Sutra 1.40: Insight & Outsight
In Sutra 1.40 Patanjali offers us the Christmas morning delight that we will get to open when we clear and still the mind with sincerity and consistency. He tells us here that our insight will honor the actual word. Our ability to see within ourselves will develop, as well as our outsight, our ability to see the world, change, and circumstance, with the divine clarity we can only find by being able to see past our ways of being. This kind of seeing penetrates right through all the filters we often don’t even know we are looking through. We will be able to understand the minutia all the way out beyond the universe and into the infinite.

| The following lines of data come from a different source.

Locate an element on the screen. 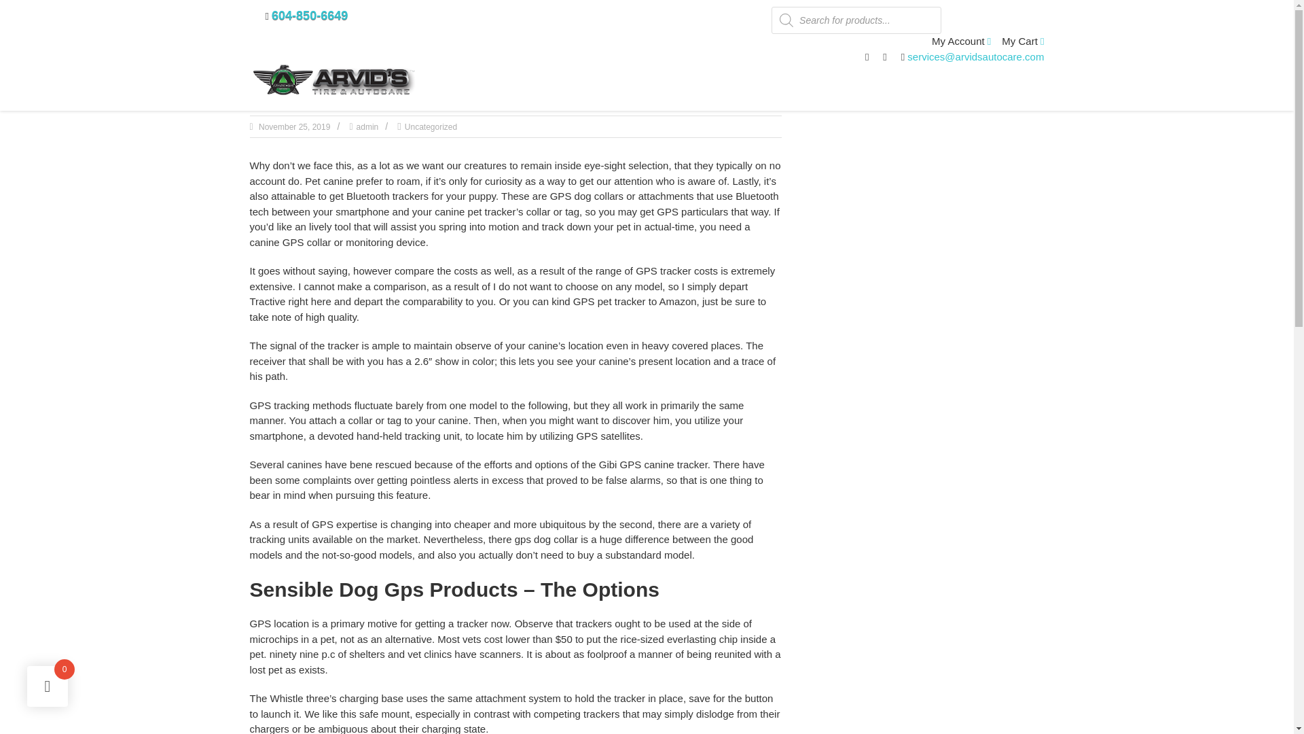 This screenshot has height=734, width=1304. CAREERS is located at coordinates (1019, 84).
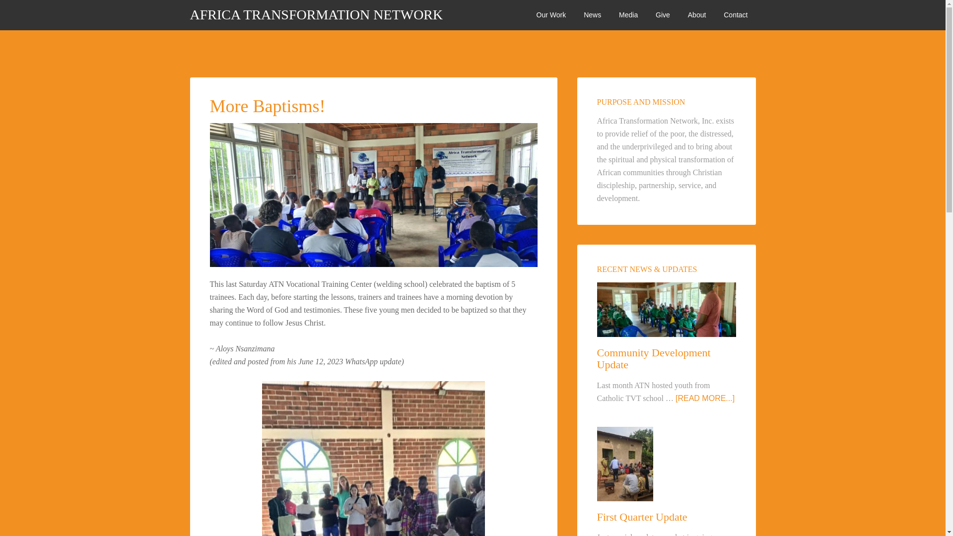  I want to click on Media, so click(629, 15).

Say what?! I thought I had to die to find out all the mysteries of this multiverse! Come to find out I really just need to sit my ass down, be still, and dedicate myself to developing my ability to focus. The past handful of sutras have given us no shortage of ideas as to where to place our focus.

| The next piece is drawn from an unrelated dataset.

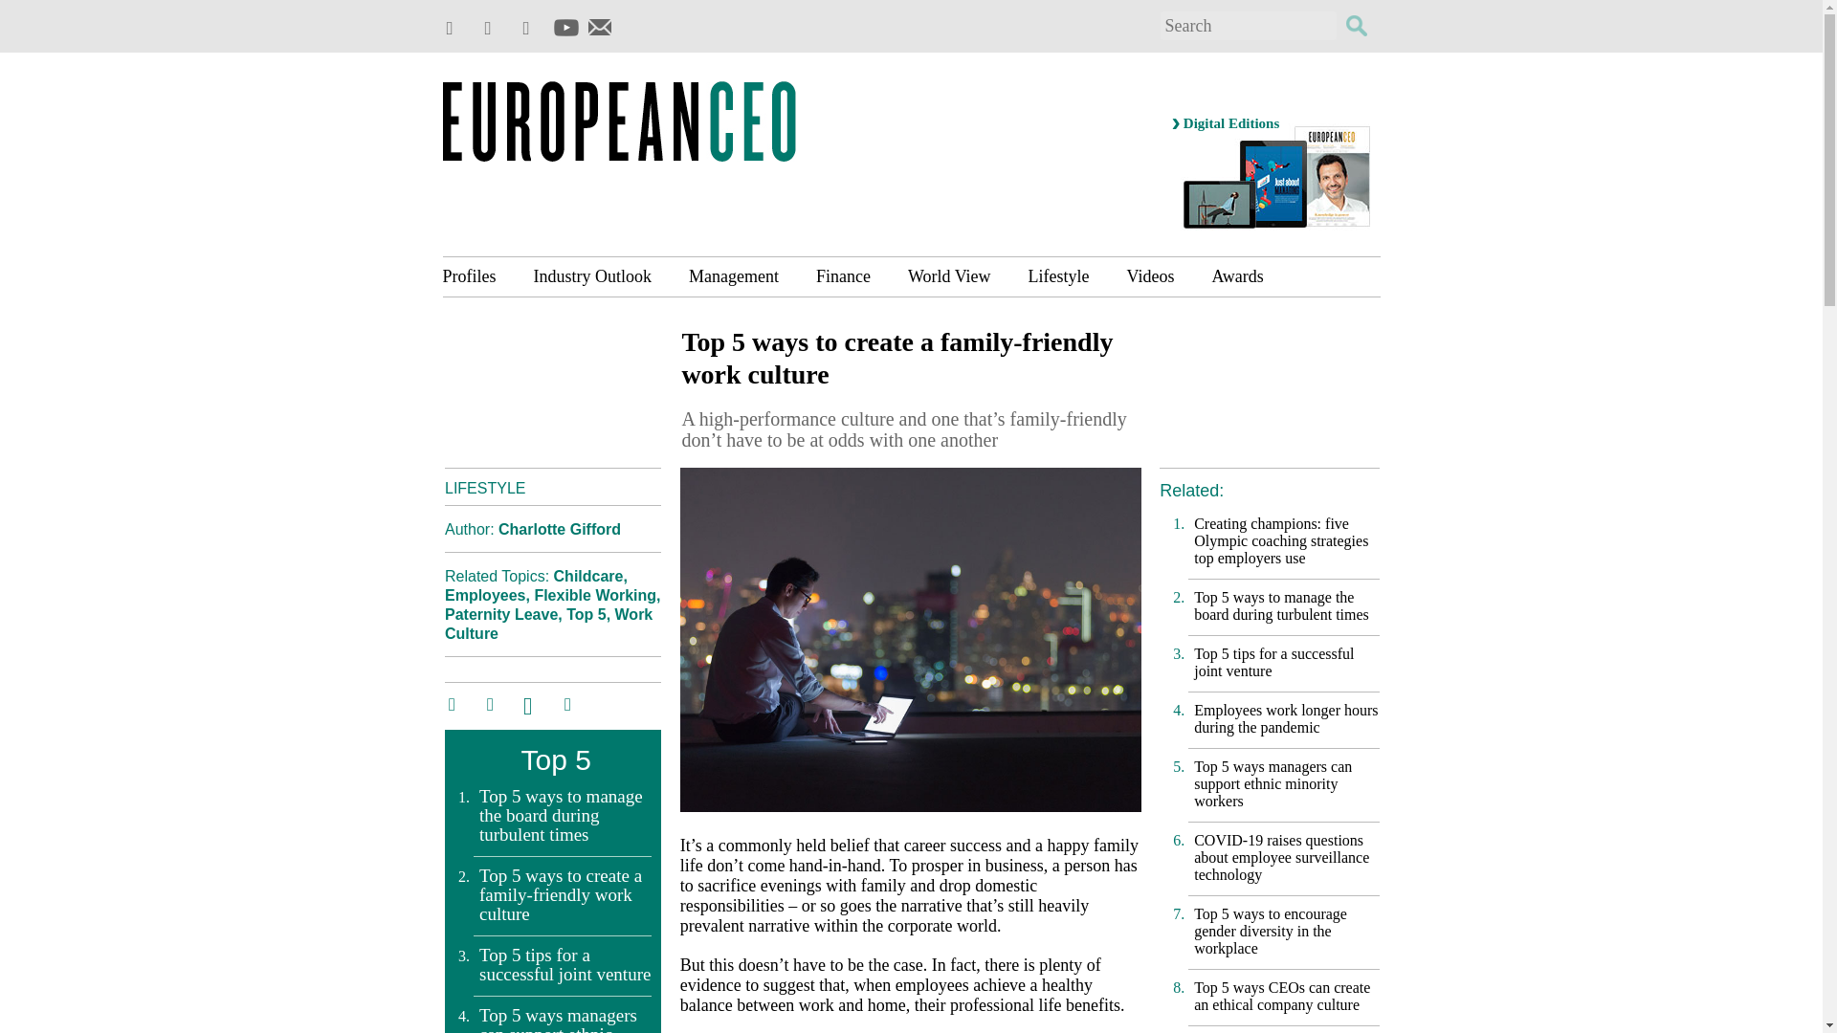 The image size is (1837, 1033). Describe the element at coordinates (484, 488) in the screenshot. I see `LIFESTYLE` at that location.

Imagine you are feeling a way about something that is upsetting to you, and all you had to do was blink three times and click your heels, and total understanding would wash over you, including compassion for all parties involved. Imagine if our real mission in life was not to get all the degrees or all the monies or all the stuffs, but to discover and develop our own superpowers of which will make this roller coaster of life with its’ guaranteed hardships and miseries way, way, way, more joyous infused with the grace of insight and outsight that relieves all the stress, worry, depression and doubt.
Yoga provides countless opportunities for us to see ourselves, the masks that we hide behind, the not so rosy lenses we are looking through, and the halloween costumes we are perpetually dressing up in. Yoga is looking in the mirror and refusing to look away until we arrive, naked, glowing, and radiating our super powers right back at ourselves.
Gracias dear friends,
As always I am so honored to walk (and often times stumble) this yoga journey with you. I am here to remind you that it’s an ever changing, evolving practice, not a perfect. I am here to remind you to show up even when you don’t feel like it, to commit and to be consistent even if it means your practice is only 10 minutes. I am here to remind you that your sincerity trumps any length of time. Thank you for showing up to reading this blog, all time spent with spiritual text matters.